Smouldering CBSO Mahler Ten Blazes Into Life
CBSO at Symphony Hall ★★★★★
The musician, writer, BBC broadcaster and cultural provocateur Hans Keller drew up a wide-ranging list of “phony professions”: viola players, conductors, opera producers and critics were mercilessly lampooned. So were musicologists but for that profession this concert provided the perfect defence. This performance of Mahler's Tenth Symphony could never have happened without the vision, patience, and persistence of British musicologist Deryck Cooke. He argued that what Mahler left at his untimely death – a completed first movement, sketches and short score drafts of four others – had “continuity from beginning to end, however tenuous in places.” He never claimed his work, aided by composers Berthold Goldschmidt, with later help from Colin and David Matthews, was a completion but simply a performing version. He was long opposed by Mahler’s widow Alma but she relented after hearing a BBC broadcast of Cooke’s work-in-progress.

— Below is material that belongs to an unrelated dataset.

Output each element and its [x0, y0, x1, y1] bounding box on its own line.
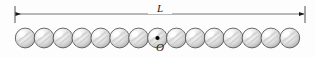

Here was triumphant proof and justification of his labour – a blazingly refulgent performance from the CBSO under American conductor Robert Treviño. He was a late replacement for the indisposed Mirga Gražinytė-Tyla and that may have accounted for the slightly circumspect start like a firework whose fuse has been lit but one is not sure if it will ignite. Once the first movement’s cataclysmic passage had been reached, where Mahler engineers a grinding dissonance, with the CBSO trumpet screaming out a migraine-inducing sustained high note, everything sparked into life. There was immense power from the brass and expanded percussion section but also some deliriously beautiful string playing from the heights of leader Eugene Tzikindelean’s violin to the Stygian depths of Anthony Alcock’s bass section.
The sheer wildness and devilry of Mahler’s invention was captured in the demented first scherzo with its dizzying constant changes of rhythm, and where at one point the orchestra emits a series of gigantic musical cock-crows, and the succeeding ‘Purgatorio’ was as oppressive and disturbing as the name merits. Mahler’s myriad changes of mood and emotional registers are immensely taxing for players and conductor but all were captured here. Just a sample: Marie-Christine Zupancic’s ethereal flute like an angelic visitation of peace amidst the broiling turmoil; the amazing upward surge of the violins through two octaves; the terrifying re-appearance in the finale of the Adagio’s trumpet blast starting an even mightier dissonant eruption; Mahler’s coup de théâtre bass drum strokes linking the last two movements. A performance must be more that the sum of its parts and this was – a musical and emotional journey where we reached, after may trials and travails, a consolatory vision of peace and reconciliation.